Please use this identifier to cite or link to this item: https://hdl.handle.net/2440/61333
Citations
Scopus Web of Science® Altmetric
?
?
Type: Journal article
Title: Geopolitics of climate change and Australia's 'Re-engagement' with Asia: Discourses of fear and cartographic anxieties
Author: Chaturvedi, S.
Doyle, T.
Citation: Australian Journal of Political Science, 2010; 45(1):95-115
Publisher: Carfax Publishing
Issue Date: 2010
ISSN: 1036-1146
1742-9536
Statement of
Responsibility: 
Sanjay Chaturvedi and Timothy Doyle
Abstract: Drawing theoretical insights offered by the Copenhagen School, in conjunction with a critical assessment of environmental security, the intention of this paper is to examine the ways in which Australia's 're-engagement with Asia' is getting increasingly securitized through both speech acts and practices relating to climate change and energy security. These acts and practices are dictated and driven by the state-centric 'national security' discourses on the one hand, and by the geo-economic imperatives of fossil fuel-driven models of economic growth and energy security on the other hand. The key question, in our view, then becomes: What are the actual or potential linkages (and contradictions) between Australia's self-image as an energy superpower, alongside its increasingly embraced normative role as a responsible international (and even Asian) citizen committed to effectively mitigating climate change?
Rights: © 2010 Australian Political Studies Association
DOI: 10.1080/10361140903517734
Published version: http://dx.doi.org/10.1080/10361140903517734
Appears in Collections:Aurora harvest
Politics publications

Files in This Item:
There are no files associated with this item.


* [Work order] The entries below need to be transcribed verbatim.

(Records excerpted from a collection)
- Opening Delimiter -

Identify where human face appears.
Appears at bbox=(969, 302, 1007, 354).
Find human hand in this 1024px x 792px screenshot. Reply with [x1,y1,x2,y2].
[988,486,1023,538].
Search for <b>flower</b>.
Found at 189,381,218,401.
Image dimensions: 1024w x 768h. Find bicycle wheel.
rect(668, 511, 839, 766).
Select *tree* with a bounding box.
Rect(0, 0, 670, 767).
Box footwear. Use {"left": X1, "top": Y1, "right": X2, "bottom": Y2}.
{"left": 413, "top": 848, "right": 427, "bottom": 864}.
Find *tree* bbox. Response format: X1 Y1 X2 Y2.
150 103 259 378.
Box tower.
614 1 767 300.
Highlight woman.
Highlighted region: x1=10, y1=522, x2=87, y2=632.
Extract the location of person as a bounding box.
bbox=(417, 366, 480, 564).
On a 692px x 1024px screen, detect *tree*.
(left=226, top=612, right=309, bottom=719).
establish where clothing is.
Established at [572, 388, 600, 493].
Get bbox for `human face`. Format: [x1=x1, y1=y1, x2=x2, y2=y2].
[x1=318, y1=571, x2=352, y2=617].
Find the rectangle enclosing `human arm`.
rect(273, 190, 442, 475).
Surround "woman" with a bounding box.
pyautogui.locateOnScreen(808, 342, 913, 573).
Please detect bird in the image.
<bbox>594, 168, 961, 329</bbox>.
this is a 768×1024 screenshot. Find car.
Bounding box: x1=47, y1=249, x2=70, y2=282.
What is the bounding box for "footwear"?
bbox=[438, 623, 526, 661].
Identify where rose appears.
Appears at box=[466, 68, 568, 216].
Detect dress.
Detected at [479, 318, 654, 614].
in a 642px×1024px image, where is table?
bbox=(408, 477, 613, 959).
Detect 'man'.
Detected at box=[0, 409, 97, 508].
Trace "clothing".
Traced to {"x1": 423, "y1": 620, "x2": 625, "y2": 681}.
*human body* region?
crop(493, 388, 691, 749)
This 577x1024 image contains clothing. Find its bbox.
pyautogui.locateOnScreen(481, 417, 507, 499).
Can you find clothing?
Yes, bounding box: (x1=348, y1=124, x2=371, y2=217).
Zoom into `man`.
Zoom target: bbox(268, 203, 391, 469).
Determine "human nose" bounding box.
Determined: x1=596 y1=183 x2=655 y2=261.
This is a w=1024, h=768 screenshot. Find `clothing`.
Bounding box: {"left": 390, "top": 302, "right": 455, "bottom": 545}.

- Closing Delimiter -

* [Exercise solution]
Identify where human face appears.
Appears at bbox=(969, 302, 1007, 354).
Find human hand in this 1024px x 792px screenshot. Reply with [x1,y1,x2,y2].
[988,486,1023,538].
Search for <b>flower</b>.
Found at 189,381,218,401.
Image dimensions: 1024w x 768h. Find bicycle wheel.
rect(668, 511, 839, 766).
Select *tree* with a bounding box.
Rect(0, 0, 670, 767).
Box footwear. Use {"left": X1, "top": Y1, "right": X2, "bottom": Y2}.
{"left": 413, "top": 848, "right": 427, "bottom": 864}.
Find *tree* bbox. Response format: X1 Y1 X2 Y2.
150 103 259 378.
Box tower.
614 1 767 300.
Highlight woman.
Highlighted region: x1=10, y1=522, x2=87, y2=632.
Extract the location of person as a bounding box.
bbox=(417, 366, 480, 564).
On a 692px x 1024px screen, detect *tree*.
(left=226, top=612, right=309, bottom=719).
establish where clothing is.
Established at [572, 388, 600, 493].
Get bbox for `human face`. Format: [x1=x1, y1=y1, x2=x2, y2=y2].
[x1=318, y1=571, x2=352, y2=617].
Find the rectangle enclosing `human arm`.
rect(273, 190, 442, 475).
Surround "woman" with a bounding box.
pyautogui.locateOnScreen(808, 342, 913, 573).
Please detect bird in the image.
<bbox>594, 168, 961, 329</bbox>.
this is a 768×1024 screenshot. Find car.
Bounding box: x1=47, y1=249, x2=70, y2=282.
What is the bounding box for "footwear"?
bbox=[438, 623, 526, 661].
Identify where rose appears.
Appears at box=[466, 68, 568, 216].
Detect dress.
Detected at [479, 318, 654, 614].
in a 642px×1024px image, where is table?
bbox=(408, 477, 613, 959).
Detect 'man'.
Detected at box=[0, 409, 97, 508].
Trace "clothing".
Traced to {"x1": 423, "y1": 620, "x2": 625, "y2": 681}.
*human body* region?
crop(493, 388, 691, 749)
This 577x1024 image contains clothing. Find its bbox.
pyautogui.locateOnScreen(481, 417, 507, 499).
Can you find clothing?
Yes, bounding box: (x1=348, y1=124, x2=371, y2=217).
Zoom into `man`.
Zoom target: bbox(268, 203, 391, 469).
Determine "human nose" bounding box.
Determined: x1=596 y1=183 x2=655 y2=261.
This is a w=1024, h=768 screenshot. Find `clothing`.
Bounding box: {"left": 390, "top": 302, "right": 455, "bottom": 545}.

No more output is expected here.